Schopenhauer's view of sight as the only truly objective senses is controversial, as it threatens to disturb Schopenhauer's hierarchy of the senses and seems to underestimate the sense of hearing. Additionally, there is an unprecedented privilege attached to the transcendental form of space.

In Fourfold Root, Schopenhauer states that perceptions of sight ultimately refer to touch, and sight can be regarded as an imperfect touch extending to a distance and using rays of light as long feelers. This raises questions about the nature of pure knowledge and the role of the senses in our experiences.

Schopenhauer posits that visual perception occurs unconsciously and is accompanied by two systematic forms of "deceit": the illusion of immediacy (time) and the illusion of the sensation itself giving us the objects directly. The illusion of immediacy is strongest in visual perception and is also the most deceitful.

Schopenhauer's theory of perception and cognition raises questions about the nature of pure knowledge and the role of the senses in our experiences. While he acknowledges the potential benefits of seeing and touch, he also acknowledges the challenges and paradoxes associated with these concepts.

Schopenhauer's theory of perception and cognition posits that the intellect, a physiologically linked to the brain, is an instrument of the will. He believes that empirical cognition is driven by human needs, interests, and affects, and that the intellect can be disturbed by the will. In aesthetic consciousness, the "real self" appears to have vanished and is replaced by a "better" or "higher" consciousness, which turns away from the will and considers things as non-related to it. Schopenhauer distances himself from the Western tradition's belief that intellect and reason are the most perfect hallmark of humanity. Instead, he believes that cognition that is not in service of the will remains possible, known as aesthetic cognition. This state of awareness occurs when we perceive external objects and become empirically aware of the world. Schopenhauer's aesthetic experience is characterized by a state of extraordinary tranquility, where individual striving, suffering, desiring, and worrying no longer occur. This heightened, "objective" state of consciousness discards the embodied, willing self and frees us from the pressures and torments of will.
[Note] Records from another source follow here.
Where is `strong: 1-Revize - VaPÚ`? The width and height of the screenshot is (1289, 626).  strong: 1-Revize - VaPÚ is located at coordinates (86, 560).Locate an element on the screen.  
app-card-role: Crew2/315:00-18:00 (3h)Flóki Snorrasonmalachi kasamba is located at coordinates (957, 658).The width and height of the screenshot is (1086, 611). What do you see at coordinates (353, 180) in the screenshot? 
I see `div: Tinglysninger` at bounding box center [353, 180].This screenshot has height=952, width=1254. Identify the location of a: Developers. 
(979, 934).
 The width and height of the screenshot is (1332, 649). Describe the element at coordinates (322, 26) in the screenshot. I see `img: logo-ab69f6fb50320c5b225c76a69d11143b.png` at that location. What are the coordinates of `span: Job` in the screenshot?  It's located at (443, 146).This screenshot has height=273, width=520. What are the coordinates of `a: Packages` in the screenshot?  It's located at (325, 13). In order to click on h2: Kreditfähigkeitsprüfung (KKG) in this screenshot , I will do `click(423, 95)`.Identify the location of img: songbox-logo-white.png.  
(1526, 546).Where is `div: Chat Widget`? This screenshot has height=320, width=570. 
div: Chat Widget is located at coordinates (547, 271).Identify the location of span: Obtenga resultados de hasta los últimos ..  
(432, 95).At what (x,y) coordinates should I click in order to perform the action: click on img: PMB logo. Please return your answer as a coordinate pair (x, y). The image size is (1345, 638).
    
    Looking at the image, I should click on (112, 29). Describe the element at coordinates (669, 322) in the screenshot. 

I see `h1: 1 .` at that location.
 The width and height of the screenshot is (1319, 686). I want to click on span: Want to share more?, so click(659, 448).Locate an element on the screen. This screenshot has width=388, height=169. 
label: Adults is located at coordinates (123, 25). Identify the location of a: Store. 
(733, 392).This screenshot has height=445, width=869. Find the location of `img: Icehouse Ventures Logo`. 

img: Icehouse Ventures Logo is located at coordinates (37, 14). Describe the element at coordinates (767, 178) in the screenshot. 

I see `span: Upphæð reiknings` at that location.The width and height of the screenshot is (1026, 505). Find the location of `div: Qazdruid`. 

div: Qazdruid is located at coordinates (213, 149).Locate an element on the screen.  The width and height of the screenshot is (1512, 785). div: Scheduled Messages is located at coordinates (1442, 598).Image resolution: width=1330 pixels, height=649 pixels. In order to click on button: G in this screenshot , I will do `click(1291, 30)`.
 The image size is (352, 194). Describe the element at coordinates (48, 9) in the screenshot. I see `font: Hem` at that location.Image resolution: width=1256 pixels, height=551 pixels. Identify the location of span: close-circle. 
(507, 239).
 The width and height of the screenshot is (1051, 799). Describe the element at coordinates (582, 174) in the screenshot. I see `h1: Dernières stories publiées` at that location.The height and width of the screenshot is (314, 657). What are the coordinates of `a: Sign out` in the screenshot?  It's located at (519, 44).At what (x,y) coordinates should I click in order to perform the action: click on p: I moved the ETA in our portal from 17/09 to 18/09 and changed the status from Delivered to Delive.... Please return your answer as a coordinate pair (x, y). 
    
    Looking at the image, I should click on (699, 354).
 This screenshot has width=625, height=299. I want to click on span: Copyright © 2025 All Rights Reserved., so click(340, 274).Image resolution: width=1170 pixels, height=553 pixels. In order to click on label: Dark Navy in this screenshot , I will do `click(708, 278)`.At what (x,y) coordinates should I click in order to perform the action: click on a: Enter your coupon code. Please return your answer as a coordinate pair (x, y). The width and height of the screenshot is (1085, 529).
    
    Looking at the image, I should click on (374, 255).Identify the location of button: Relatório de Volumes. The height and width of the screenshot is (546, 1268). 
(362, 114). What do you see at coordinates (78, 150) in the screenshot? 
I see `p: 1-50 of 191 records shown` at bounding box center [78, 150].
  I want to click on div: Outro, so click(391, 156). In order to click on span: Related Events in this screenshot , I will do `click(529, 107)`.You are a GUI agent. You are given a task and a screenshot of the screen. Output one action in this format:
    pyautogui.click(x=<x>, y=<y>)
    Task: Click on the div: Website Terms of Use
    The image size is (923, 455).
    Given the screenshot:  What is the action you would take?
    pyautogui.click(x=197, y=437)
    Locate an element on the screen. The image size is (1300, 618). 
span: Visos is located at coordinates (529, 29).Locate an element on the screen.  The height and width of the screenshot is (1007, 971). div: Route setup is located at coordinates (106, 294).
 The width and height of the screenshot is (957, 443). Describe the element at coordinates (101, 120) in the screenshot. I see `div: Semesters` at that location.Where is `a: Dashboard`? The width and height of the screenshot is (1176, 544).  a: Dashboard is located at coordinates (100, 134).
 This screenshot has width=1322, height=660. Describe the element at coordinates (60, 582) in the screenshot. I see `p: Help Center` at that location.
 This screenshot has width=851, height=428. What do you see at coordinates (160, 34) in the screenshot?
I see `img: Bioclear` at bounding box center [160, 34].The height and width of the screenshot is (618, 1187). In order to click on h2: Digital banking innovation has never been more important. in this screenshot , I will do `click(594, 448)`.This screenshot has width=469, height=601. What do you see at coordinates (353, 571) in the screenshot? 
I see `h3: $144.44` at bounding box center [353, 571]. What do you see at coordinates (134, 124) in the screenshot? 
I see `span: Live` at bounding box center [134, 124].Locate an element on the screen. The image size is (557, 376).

Aesthetic perception, according to Schopenhauer, is a state of awareness that transcends personal desires and offers freedom from the constant striving and suffering. It is not just a heightened state of awareness but also a superior form of cognition, as ordinary empirical cognition is guided by personal needs, affects, and interests. Schopenhauer believes that aesthetic perception is a sign of "the gift of genius" to attain and maintain a pure state of dispassionate, "pure perception" and cognition.

Aesthetic, will-less perception, which Schopenhauer identifies with Spinoza's notion of knowledge "sub aeternitatis specie," offers insight into the timeless kernel of things, the universal essences of the perceived objects, beyond mere appearance. These eternal essences are called the (Platonic) Ideas, the "eternal forms" behind the mere appearances of common empirical cognition.

Schopenhauer's aesthetics theory differs from Kant's view that aesthetic judgment cannot be based on certain concepts. He argues that the forms of space and time, and the understanding or intellect, ground and construct the world as representation, characterized by plurality. However, his metaphysical view of the thing-in-self is enmeshed in his claims, and his semi-Platonic account of the Ideas is more Platonic than Kantian.

Schopenhauer's accounts of ordinary and aesthetic perception offer a critical supplement to empiricist and Kantian theories of cognition and perception. He suggests that the intellect is driven by human willing, and that aesthetic perception allows the cerebral system to operate detached from the will. This will-less aesthetic cognition is pleasurable, offering relief from suffering and generating deeper insight into the timeless universals behind the mere appearances of things.